CL matters for cross-project recall too. When a decision from another project surfaces during /q-frame, it gets tagged CL2 (same language) or CL1 (different language).

Weakest Link (WLNK)

Every variant in /q-explore must identify its weakest link — the single thing that bounds its quality. This is not a generic "cons" list. It's the specific mechanism that will fail first under stress.

WLNK applies everywhere in Quint: R_eff is min (not average), gate decisions use worst-wins (not voting), evidence chains break at the weakest item.

Evidence Decay

Evidence has an optional valid_until date. When evidence expires, its score drops to 0.1 regardless of its original verdict. This pulls R_eff down, making the decision surface as stale.

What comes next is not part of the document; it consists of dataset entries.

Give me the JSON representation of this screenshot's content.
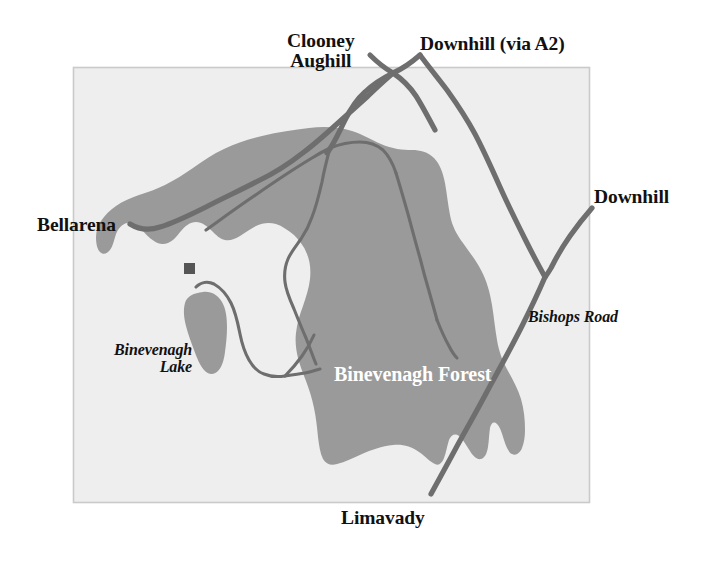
{
  "map": {
    "title": "Binevenagh Forest locality map",
    "frame": {
      "fill": "#eeeeee",
      "stroke": "#c9c9c9",
      "x": 73,
      "y": 67,
      "width": 517,
      "height": 436
    },
    "colors": {
      "forest_fill": "#9a9a9a",
      "lake_fill": "#9a9a9a",
      "road_stroke": "#6e6e6e",
      "forest_road_stroke": "#6e6e6e",
      "label_text": "#111111",
      "forest_label_text": "#ffffff",
      "marker_fill": "#555555",
      "background": "#ffffff"
    },
    "labels": [
      {
        "name": "clooney-aughill",
        "lines": [
          "Clooney",
          "Aughill"
        ],
        "text": "Clooney\nAughill",
        "style": "place",
        "x": 287,
        "y": 31
      },
      {
        "name": "downhill-via-a2",
        "lines": [
          "Downhill (via A2)"
        ],
        "text": "Downhill (via A2)",
        "style": "place",
        "x": 420,
        "y": 34
      },
      {
        "name": "downhill",
        "lines": [
          "Downhill"
        ],
        "text": "Downhill",
        "style": "place",
        "x": 594,
        "y": 187
      },
      {
        "name": "bellarena",
        "lines": [
          "Bellarena"
        ],
        "text": "Bellarena",
        "style": "place",
        "x": 37,
        "y": 215
      },
      {
        "name": "bishops-road",
        "lines": [
          "Bishops Road"
        ],
        "text": "Bishops Road",
        "style": "road",
        "x": 528,
        "y": 309
      },
      {
        "name": "binevenagh-lake",
        "lines": [
          "Binevenagh",
          "Lake"
        ],
        "text": "Binevenagh\nLake",
        "style": "lake",
        "x": 114,
        "y": 342
      },
      {
        "name": "binevenagh-forest",
        "lines": [
          "Binevenagh Forest"
        ],
        "text": "Binevenagh Forest",
        "style": "forest",
        "x": 334,
        "y": 364
      },
      {
        "name": "limavady",
        "lines": [
          "Limavady"
        ],
        "text": "Limavady",
        "style": "place",
        "x": 341,
        "y": 508
      }
    ],
    "marker": {
      "name": "site-marker",
      "x": 184,
      "y": 263,
      "size": 11
    },
    "features": {
      "forest_name": "Binevenagh Forest",
      "lake_name": "Binevenagh Lake",
      "road_names": [
        "Bishops Road"
      ],
      "destinations": [
        "Clooney Aughill",
        "Downhill (via A2)",
        "Downhill",
        "Bellarena",
        "Limavady"
      ]
    }
  }
}
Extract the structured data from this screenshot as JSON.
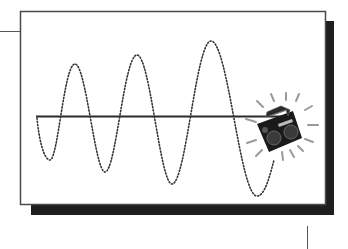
{
  "diagram": {
    "title": "",
    "colors": {
      "background": "#ffffff",
      "frame": "#4a4a4a",
      "shadow": "#1e1e1e",
      "wave": "#333333",
      "axis": "#2a2a2a",
      "boombox": "#1a1a1a"
    },
    "elements": {
      "wave": {
        "style": "dotted",
        "peaks": [
          [
            75,
            64
          ],
          [
            137,
            55
          ],
          [
            211,
            41
          ]
        ],
        "troughs": [
          [
            50,
            160
          ],
          [
            105,
            172
          ],
          [
            172,
            184
          ],
          [
            257,
            196
          ]
        ]
      },
      "axis": {
        "y": 116,
        "x_start": 36,
        "x_end": 290
      },
      "icon": "boombox-icon"
    }
  }
}
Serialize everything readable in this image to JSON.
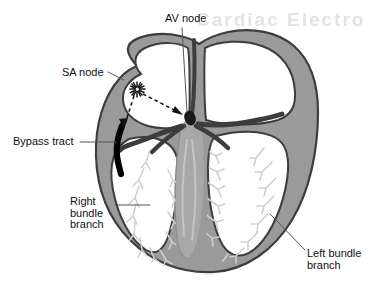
{
  "figure": {
    "background_color": "#ffffff",
    "watermark_text": "Cardiac Electro",
    "colors": {
      "myocardium_fill": "#9a9a9a",
      "myocardium_outline": "#3d3d3d",
      "septum_fill": "#a8a8a8",
      "purkinje_fiber": "#cfcfcf",
      "node_dark": "#1a1a1a",
      "bypass_tract": "#000000",
      "leader_line": "#555555",
      "label_text": "#111111",
      "chamber_fill": "#ffffff",
      "watermark": "#e3e3e3"
    }
  },
  "labels": [
    {
      "id": "av-node",
      "text": "AV node",
      "x": 165,
      "y": 13,
      "leader": "vertical line from label down to the AV node"
    },
    {
      "id": "sa-node",
      "text": "SA node",
      "x": 62,
      "y": 68,
      "leader": "short dash to upper right wall of right atrium"
    },
    {
      "id": "bypass-tract",
      "text": "Bypass tract",
      "x": 13,
      "y": 136,
      "leader": "horizontal line to the black accessory pathway"
    },
    {
      "id": "right-bundle-branch",
      "text": "Right\nbundle\nbranch",
      "x": 70,
      "y": 196,
      "leader": "horizontal line to the right ventricular wall"
    },
    {
      "id": "left-bundle-branch",
      "text": "Left bundle\nbranch",
      "x": 307,
      "y": 248,
      "leader": "diagonal line up-left to the left ventricular wall"
    }
  ],
  "anatomy": {
    "structures": [
      {
        "name": "right-atrium",
        "description": "upper left chamber of drawing"
      },
      {
        "name": "left-atrium",
        "description": "upper right chamber of drawing"
      },
      {
        "name": "right-ventricle",
        "description": "lower left chamber of drawing"
      },
      {
        "name": "left-ventricle",
        "description": "lower right chamber of drawing"
      },
      {
        "name": "interventricular-septum",
        "description": "central gray wall carrying the bundle of His"
      },
      {
        "name": "sa-node",
        "description": "starburst pacemaker in right atrial wall"
      },
      {
        "name": "av-node",
        "description": "dark oval at the base of the atrial septum"
      },
      {
        "name": "bundle-of-his",
        "description": "gray trunk descending in the septum"
      },
      {
        "name": "bypass-tract",
        "description": "black accessory conduction pathway across the right AV groove"
      },
      {
        "name": "purkinje-fibers",
        "description": "fine branching twigs on the ventricular endocardium"
      },
      {
        "name": "conduction-arrows",
        "description": "dashed arrows radiating from the SA node"
      }
    ]
  }
}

The intuition: a benchmark from 6 months ago is not as trustworthy as one from last week. Evidence doesn't become false — it becomes weak. 0.1, not 0.0.

Indicator Roles

When characterizing a problem (/q-char), each comparison dimension gets a role:

  • constraint — hard limit, must satisfy. Variants that violate it are eliminated.
  • target — what you're optimizing. 1-3 targets max.
  • observation — monitor but do NOT optimize. This is Anti-Goodhart: when a metric becomes a target, it ceases to be a good metric. Mark things as observation to prevent reward hacking.

Pareto Front

After comparison (/q-compare), variants are plotted on a Pareto front — the set of options where no option is strictly worse than another on all dimensions.

If variant A is better on latency but worse on cost, and variant B is the reverse — both are on the Pareto front. Neither dominates the other. Your job is to make the trade-off explicitly, not pretend one is objectively "best."

Parity

A comparison is junk if the options weren't evaluated fairly. Parity means: same inputs, same scope, same budget, same measurement procedure for all variants. If you benchmarked Redis on production hardware and Memcached on a laptop — that's not a fair comparison.

Transformer Mandate

From FPF: a system cannot transform itself. The agent that generates options cannot be the sole validator of those options. In practice:

  • The agent generates variants — the human decides
  • The verification gate challenges decisions before recording
  • Measurements without independent verification get CL1 (self-evidence), not CL3

The two cycles

Decisions don't end at recording. The observation cycle (drift, evidence decay, stale scan) feeds signals back into the decision cycle (frame, explore, compare, decide). Failed measurements create new problems. Stale decisions trigger re-evaluation. See Decision Lifecycle for how quint-code supports each stage.